My first curatorial work with castillo/corrales was the exhibition J’ai Froid that addresses the myth of Scandinavian culture and the paradox of formulating a subversive strategy based on socio-economic privilege. Tapping into the unrest and general neoliberalisation of the Scandinavian welfare-states, a new generation of artists’ interest in anarchistic expressionism and Black Metal has emerged. Their interest in this subculture lies perhaps in the promise of an oppositional position and the potential for expressing angst, distress and feelings of being overwhelmed. J’ai Froid foregrounds a split position where visual artists are trying to negotiate their own position, knowing that it is impossible to reiterate an authentic expression and to use irony as a counterstrategy.
In J’ai Froid, Matias Faldbakken (b. 1973), the artist and author of the acclaimed novel Scandinavian Misanthropy, presents two sculptures indebted to the anti-establishment threads of Norwegian expressionism and black metal. In a new series of prints, London-based artist Sidsel Meineche Hansen (b. 1981) appropriates Edvard Munch’s woodcut printing technique, merging the “spirit of the wood” with her research into the prescription of psychoactive drugs and chemical management of nervousness.
Theodor Kittelsen (1857-1914) was a Norwegian illustrator and artist, and a member of the Norwegian romantic nationalism movement, who dropped out of the city buzz to live the life of a recluse in the countryside. An original copy of his book Svartedauen (“Black Death”) from 1900 is included in the exhibition.
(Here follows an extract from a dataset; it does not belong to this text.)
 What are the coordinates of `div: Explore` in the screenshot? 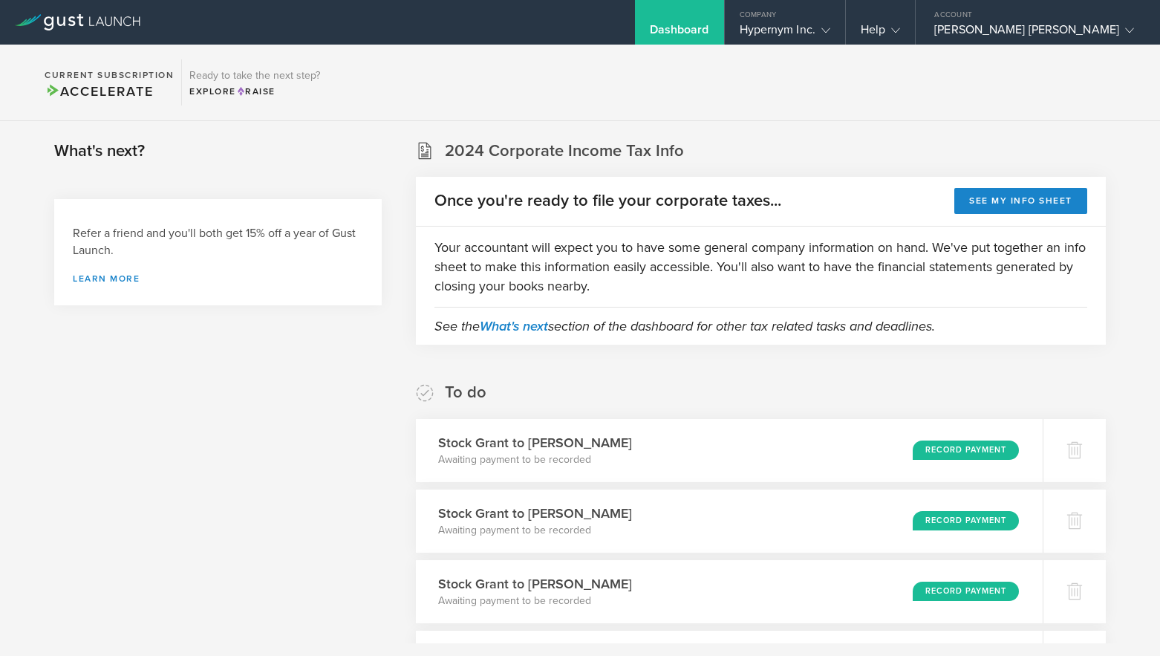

The Danish artist Asger Jorn (1914-1973) established The Scandinavian Institute of Comparative Vandalism which comprised the extensive but unfinished archive of 10.000 years of Nordic Folk Art documented by the French photographer Gerard Franceschi (1915-2001). A fragment of this archive completes the exhibition
We had started to make a magazine with called castillo/corrales today accompanying the exhibitions. In J'ai froid - castillo/corrales today #4 there is the essay “Insider Art,” artist Sidsel Meineche Hansen reflects on the relation between the artist and the institution through the practice of artist and psychiatric patient, Ovartaci. “Three Notes of the Evolution of Nordic Transgression” is an essay by art historian Niels Henriksen that puts in relation different conceptions of the psyche and the myth, with Edvard Munch’s woodcut print technique, and Asger Jorn’s Scandinavian Institute for Comparative Vandalism. In a conversation titled, “Mediating Darkness,” curators Staffan Boije af Gennäs and Amelia Ishmael discuss the permeations of darkness in contemporary art and music, and the influence of black metal aesthetic.